Pathway stages
1. How are you?
1.1 Welcome!
1.2 Why are you doing this course?
1.3 On a good day
1.4 On a bad day
1.5 Emotional health
1.6 School culture
2. Our feelings
2.1 Understanding feelings
2.2 How we know we’re happy
2.3 How we know we’re sad
2.4 How we know we’re tired
2.5 How we know we’re anxious
2.6 Feelings
3. Containment
3.1 Feeling worse
3.2 Feeling better
3.3 Containment: the basics
3.4 Containment: learning more
3.5 And more
3.6 What containment isn’t
3.7 What can happen when worries build up?
3.8 Making space in your mind
4. Communicating feelings
4.1 How feelings are communicated
4.2 The underlying emotions
4.3 Doing things differently
4.4 Developing a containing relationship
4.5 Another example of how feelings are communicated
4.6 Underlying emotions again
4.7 Trying to do things differently
4.8 Thinking about how we say things
4.9 In school
4.10 Feelings
4.11 Trying again
4.12 Containment at school
4.13 What you’ve learnt
5. Anxiety and depression
5.1 Revisiting emotional health
5.2 Anxiety
5.3 The effects of anxiety
5.4 Anxiety and you
5.5 Depression
5.6 Common signs of depression
5.7 How to help
5.8 Feeling understood
5.9 Making changes
5.10 Getting help
6. Processing emotions
6.1 Processing emotions
6.2 Feeling emotions
6.3 The individual impact of trauma
6.4 Previous experiences and genetics
6.5 What helps us to process emotions?
6.6 Looking after our wellbeing
6.7 Downregulating
6.8 Breathing
6.9 Different types of relaxation
6.10 Summary
7. A bit about trauma and difficult times
7.1 Trauma and difficult times
7.2 A ‘normal’ reaction to trauma
7.3 Role of the amygdala and hippocampus
7.4 Recovery
7.5 A sense of coherence
7.6 Autobiography in 5 chapters by Portia Nelson
7.7 Stages of recovery
7.8 Recovery and neurology
7.9 The setting and recovery
7.10 Summary
8. Moving forward
8.1 Emotional health in your school
8.2 Key messages
8.3 Changes
8.4 Conclusion and feedback
8.5 Acknowledgements
About this course
The demands on you as a teacher have never been higher. You are teaching, caring, counselling, planning, managing, negotiating, making referrals, providing advice, signposting services and you are also constantly challenged to be creative and inspiring in the classroom.
In loco parentis, you are also managing a group of children, individuals with different needs and developmental variations so that they can regulate their emotions, concentrate, process new learning and cooperate with other children.
This course is about understanding emotional health and relationships because social interactions are at the heart of human experience. For school staff, relationships and everyday interactions with children literally grow and shape their brains and their emotional development and wellbeing. It also impacts teacher wellbeing too, which needs caring for just as much.
Developed by clinical psychologists with practitioners, this course is designed to help you understand how to care for your own emotional health effectively. In turn this will set you up to tune into others in order to get the best from children, colleagues, parents and every other important relationship in your life.
You will learn about:
- What emotional health is
- Different needs in caring for feelings and emotional health
- Communicating emotions
- Working under pressure
- Trauma
- Anxiety and depression
The reflective style of learning sets Togetherness apart from other wellbeing support. It enables you to develop your personalised approach to work through a deeper understanding of emotional health, communication and relationships. You will explore the complexity of emotional processing and reflect in a safe space in order to gain clarity and confidence in your own emotional health.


Directions for this task :: Give the records again, every one, exactly.

Task inputs ::
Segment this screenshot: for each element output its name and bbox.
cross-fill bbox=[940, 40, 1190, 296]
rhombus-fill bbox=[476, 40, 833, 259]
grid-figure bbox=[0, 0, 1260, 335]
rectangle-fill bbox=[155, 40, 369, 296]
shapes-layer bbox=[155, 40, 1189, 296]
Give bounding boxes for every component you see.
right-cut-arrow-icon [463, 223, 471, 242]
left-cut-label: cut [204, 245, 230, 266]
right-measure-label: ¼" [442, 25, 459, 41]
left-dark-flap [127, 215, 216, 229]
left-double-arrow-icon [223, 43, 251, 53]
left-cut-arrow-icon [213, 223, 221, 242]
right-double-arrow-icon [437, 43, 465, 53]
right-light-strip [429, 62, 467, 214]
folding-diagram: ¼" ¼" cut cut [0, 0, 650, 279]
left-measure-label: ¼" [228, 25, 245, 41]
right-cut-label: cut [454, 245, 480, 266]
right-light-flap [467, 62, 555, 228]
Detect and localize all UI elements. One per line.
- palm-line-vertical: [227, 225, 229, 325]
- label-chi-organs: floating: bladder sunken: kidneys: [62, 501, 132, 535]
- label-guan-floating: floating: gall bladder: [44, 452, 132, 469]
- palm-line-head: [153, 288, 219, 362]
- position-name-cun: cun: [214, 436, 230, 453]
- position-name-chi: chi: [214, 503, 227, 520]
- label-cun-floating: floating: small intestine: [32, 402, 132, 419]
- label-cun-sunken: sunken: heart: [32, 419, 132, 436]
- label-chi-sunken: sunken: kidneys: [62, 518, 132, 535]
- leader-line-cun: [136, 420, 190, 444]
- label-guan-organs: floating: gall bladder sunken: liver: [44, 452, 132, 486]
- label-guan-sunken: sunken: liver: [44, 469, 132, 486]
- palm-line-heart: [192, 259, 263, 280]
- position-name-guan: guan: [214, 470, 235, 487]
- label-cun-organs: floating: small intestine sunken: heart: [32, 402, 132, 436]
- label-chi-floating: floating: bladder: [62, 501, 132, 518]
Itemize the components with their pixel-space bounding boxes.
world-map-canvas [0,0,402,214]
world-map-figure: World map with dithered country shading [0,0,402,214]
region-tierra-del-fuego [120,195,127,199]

Solution ::
Segment this screenshot: for each element output its name and bbox.
cross-fill bbox=[940, 40, 1190, 296]
rhombus-fill bbox=[476, 40, 833, 259]
grid-figure bbox=[0, 0, 1260, 335]
rectangle-fill bbox=[155, 40, 369, 296]
shapes-layer bbox=[155, 40, 1189, 296]
Give bounding boxes for every component you see.
right-cut-arrow-icon [463, 223, 471, 242]
left-cut-label: cut [204, 245, 230, 266]
right-measure-label: ¼" [442, 25, 459, 41]
left-dark-flap [127, 215, 216, 229]
left-double-arrow-icon [223, 43, 251, 53]
left-cut-arrow-icon [213, 223, 221, 242]
right-double-arrow-icon [437, 43, 465, 53]
right-light-strip [429, 62, 467, 214]
folding-diagram: ¼" ¼" cut cut [0, 0, 650, 279]
left-measure-label: ¼" [228, 25, 245, 41]
right-cut-label: cut [454, 245, 480, 266]
right-light-flap [467, 62, 555, 228]
Detect and localize all UI elements. One per line.
- palm-line-vertical: [227, 225, 229, 325]
- label-chi-organs: floating: bladder sunken: kidneys: [62, 501, 132, 535]
- label-guan-floating: floating: gall bladder: [44, 452, 132, 469]
- palm-line-head: [153, 288, 219, 362]
- position-name-cun: cun: [214, 436, 230, 453]
- position-name-chi: chi: [214, 503, 227, 520]
- label-cun-floating: floating: small intestine: [32, 402, 132, 419]
- label-cun-sunken: sunken: heart: [32, 419, 132, 436]
- label-chi-sunken: sunken: kidneys: [62, 518, 132, 535]
- leader-line-cun: [136, 420, 190, 444]
- label-guan-organs: floating: gall bladder sunken: liver: [44, 452, 132, 486]
- label-guan-sunken: sunken: liver: [44, 469, 132, 486]
- palm-line-heart: [192, 259, 263, 280]
- position-name-guan: guan: [214, 470, 235, 487]
- label-cun-organs: floating: small intestine sunken: heart: [32, 402, 132, 436]
- label-chi-floating: floating: bladder: [62, 501, 132, 518]
Itemize the components with their pixel-space bounding boxes.
world-map-canvas [0,0,402,214]
world-map-figure: World map with dithered country shading [0,0,402,214]
region-tierra-del-fuego [120,195,127,199]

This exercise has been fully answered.